Yeshua presses deeper. He moves beyond the external act and into the internal oath. Just as He said that lust is adultery of the heart, He exposes how easily we create internal vows:
“I will never forgive them.”
“I’ll never trust anyone again.”
“I will prove them wrong.”
“I’ll always be this way.”
These are not passing thoughts.
They are internal shevuot (oaths).
And they bind you.
You may not even realize it, but your life becomes shaped around vows you made in pain. Some of us are living under oaths we spoke at twelve years old -- vows made in pain that still govern our decisions today.
Paul carries this same thread forward.
In 2 Corinthians 1:17-18, when his travel plans changed, he defends himself:
“Did I make my plans lightly? Or do I make my plans in a worldly manner, so that in the same breath I say ‘Yes, yes’ and ‘No, no’? As surely as God is faithful, our message to you is not ‘Yes’ and ‘No.’”
He refuses to be double-tongued. He understands that ministry without integrity is noise.
James echoes this even more bluntly (James 5:12):
“Above all, my brothers, do not swear - not by heaven or by earth or by anything else. Let your ‘Yes’ be yes, and your ‘No,’ no, so that you may not fall under judgment.”
Notice the gravity: judgment. Because speech is not vapor. It is covenantal.
Every time you speak, you are constructing reality. In Hebrew thought, a word (davar) is also a thing. Speech becomes substance. Break enough vows and three things happen:
Others stop trusting you.
You stop trusting yourself.
And before God, your instability is exposed.
And once trust erodes, influence evaporates. You become someone whose words are informational, not binding.
The opposite is also true.
A person who speaks carefully, commits deliberately, and follows through consistently becomes powerful. Not loud. Not dramatic. Powerful. Because when they say, “I will,” it happens.
That is covenant character.
Before you speak, ask:
Am I willing to be bound by this?
Have I counted the cost?
Am I saying this to please someone?
Am I saying this to avoid discomfort?
Am I saying this because I fear their reaction?
Am I willing to accept the consequences if I fail?
If the answer is fear, insecurity, or approval-seeking, be silent. Silence is better than a broken vow. It is better to say, “I cannot commit to that,” than to say yes and later repent. Indeed, repentance repairs relationship, but repeated fracture weakens structure.
Words are not small. Abba spoke, and light existed. You speak, and obligation exists.

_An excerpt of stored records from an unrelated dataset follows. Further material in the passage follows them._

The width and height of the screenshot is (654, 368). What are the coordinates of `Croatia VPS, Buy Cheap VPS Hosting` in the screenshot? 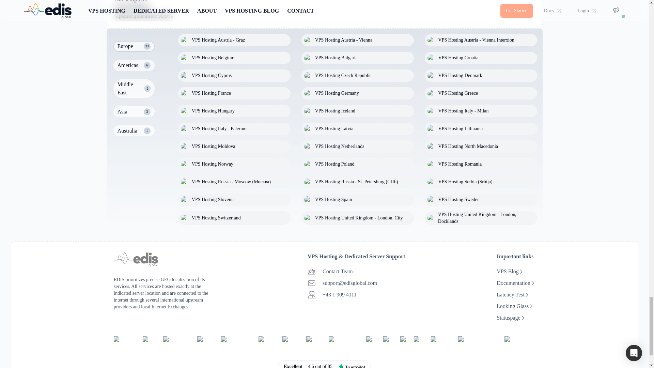 It's located at (481, 58).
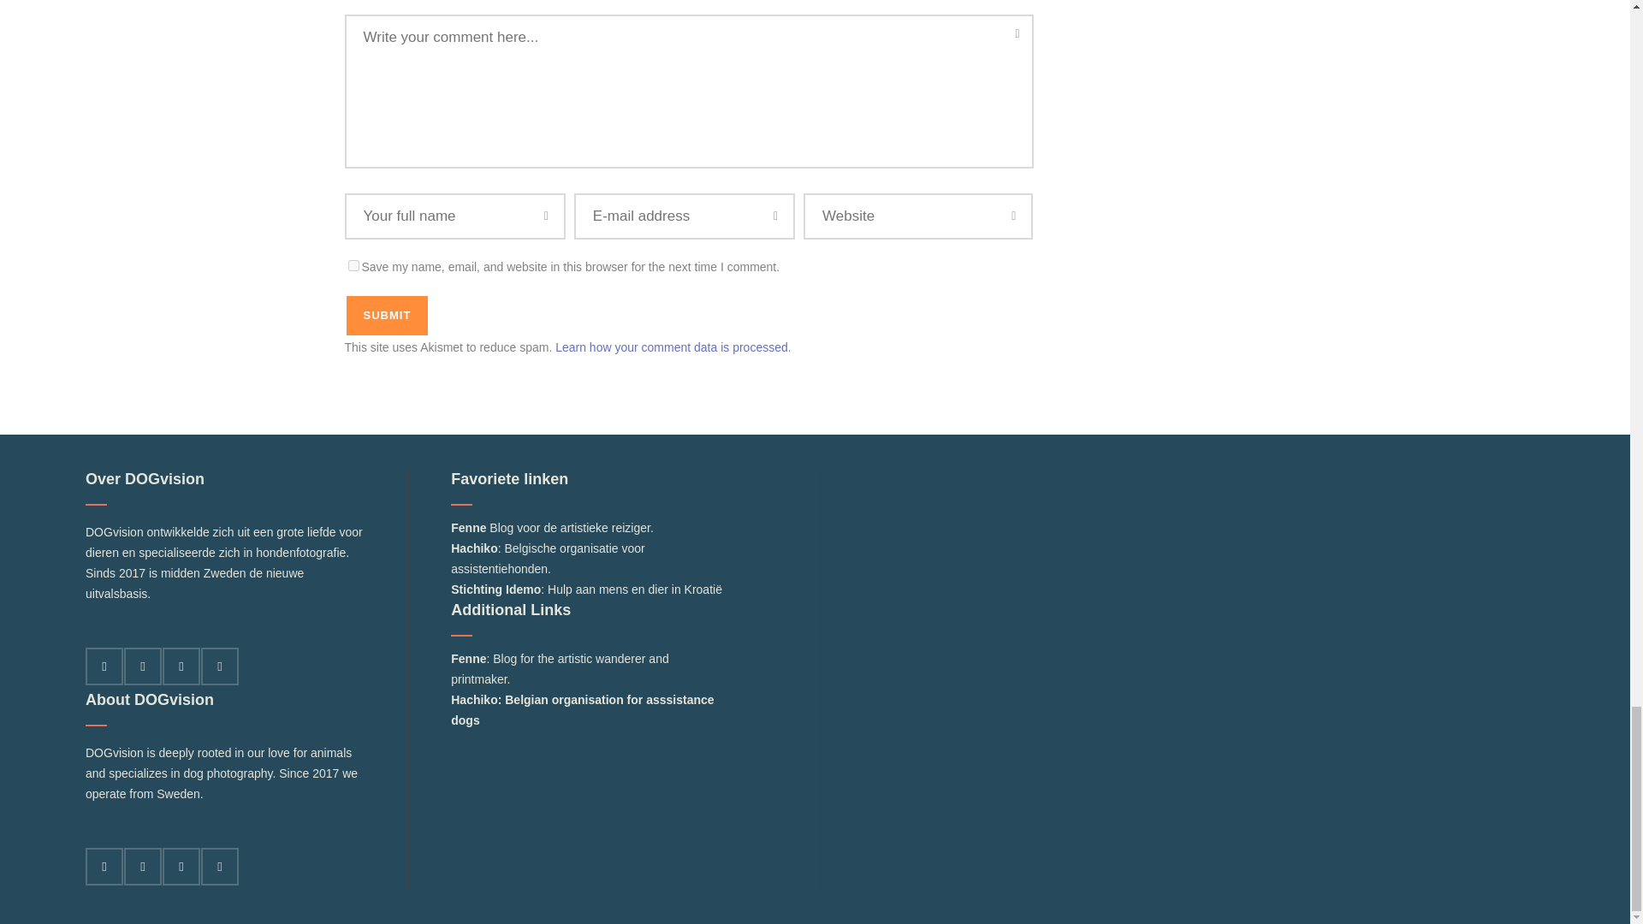  I want to click on Submit, so click(386, 316).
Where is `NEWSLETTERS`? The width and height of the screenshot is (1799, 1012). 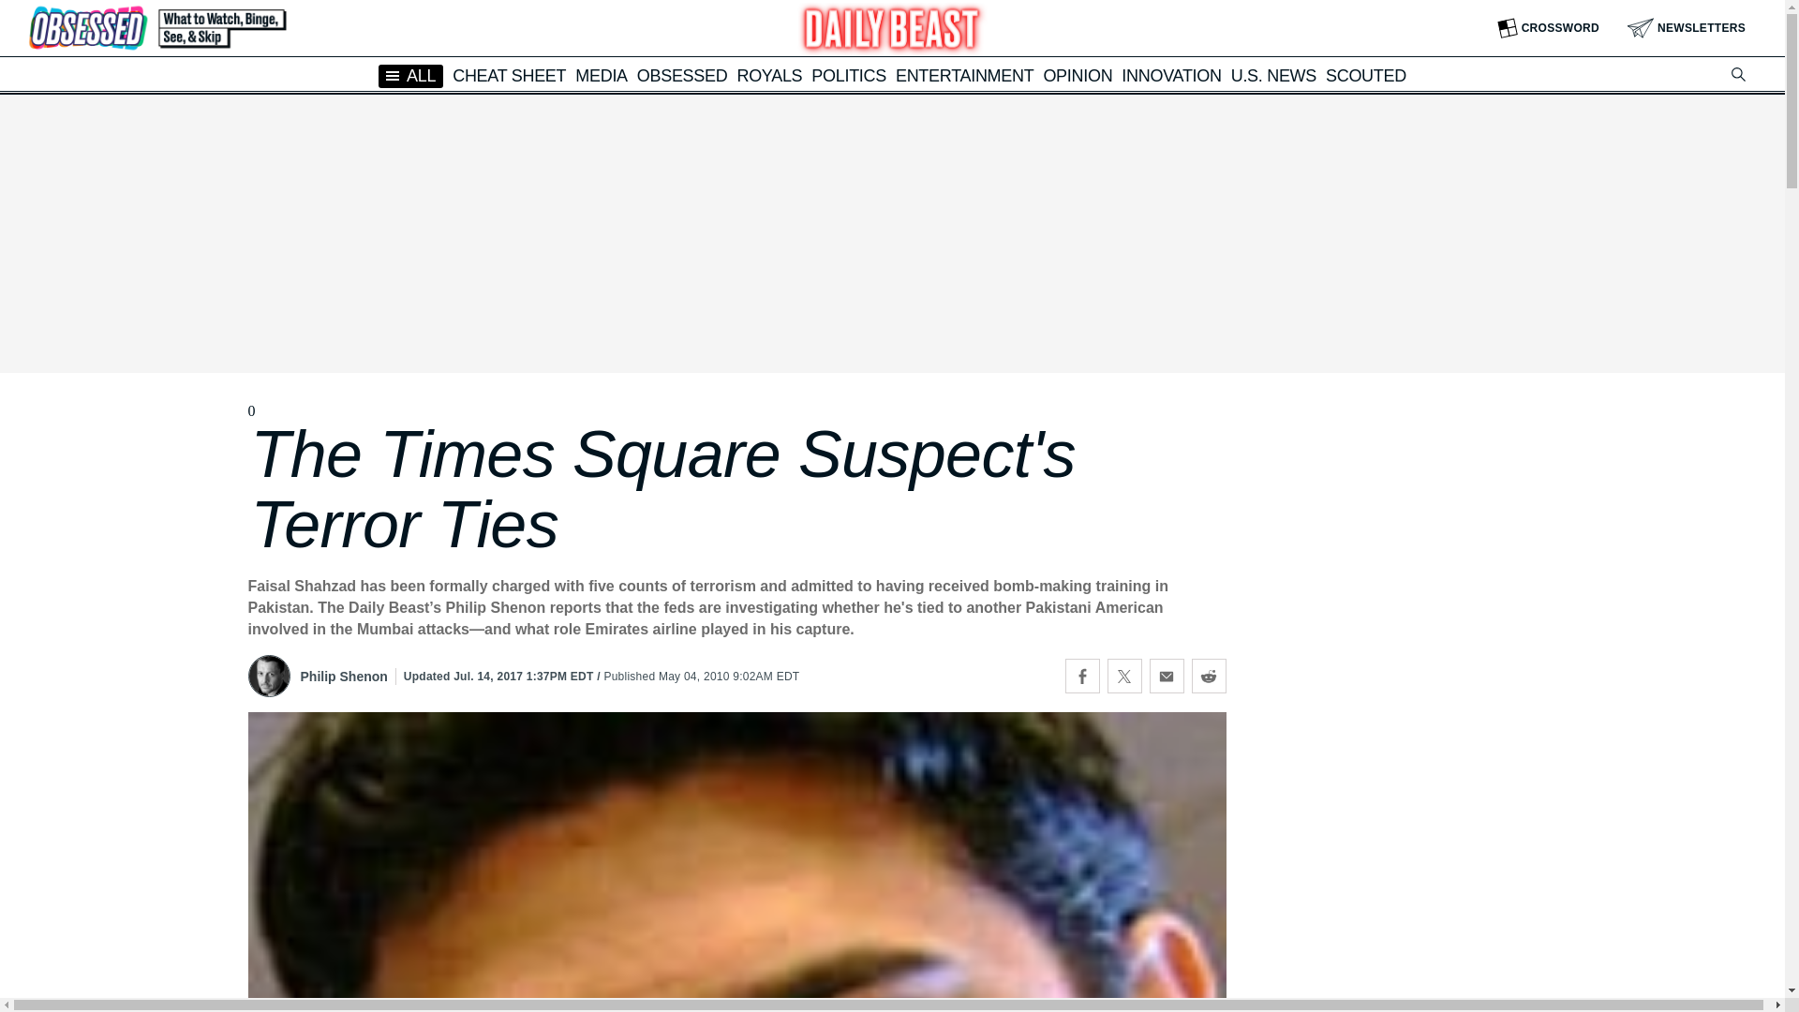
NEWSLETTERS is located at coordinates (1687, 28).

A neder is not about religious intensity. It is about understanding that speech creates moral architecture. Yeshua calls us to such integrity that vows become rare because reliability becomes normal. Paul calls us to consistency so that we are not “Yes and No” in the same breath. The Torah warns us that when we bind ourselves, we are accountable.
So guard your mouth.
Do not set apart lightly what you are not prepared to treat as holy.
Let your yes be yes.
Let your no be no.
And when you do bind yourself, keep it. Because in the Kingdom, words are never casual. Even when we think it doesn’t matter, it does:
Matthew 12:36 “Moreover, I tell you this: on the Day of Judgment people will have to give account for every careless word they have spoken; 37 for by your own words you will be acquitted, and by your own words you will be condemned.”
Not just formal vows. Every word.
Idle words are not harmless.
They are vows without intention.
They are oaths without courage.
They are creative power misused.
And Yeshua says we will answer for them.
So do not speak lightly.
If you say yes, mean it.
If you say no, stand by it.
If you bind yourself, keep it.
Because in the Kingdom, words are never casual.
They either reveal faithfulness -- or they reveal who you truly are.
So ask yourself again:
Are you an honest person?
Are you a trustworthy person?
Your answer will be revealed by your words.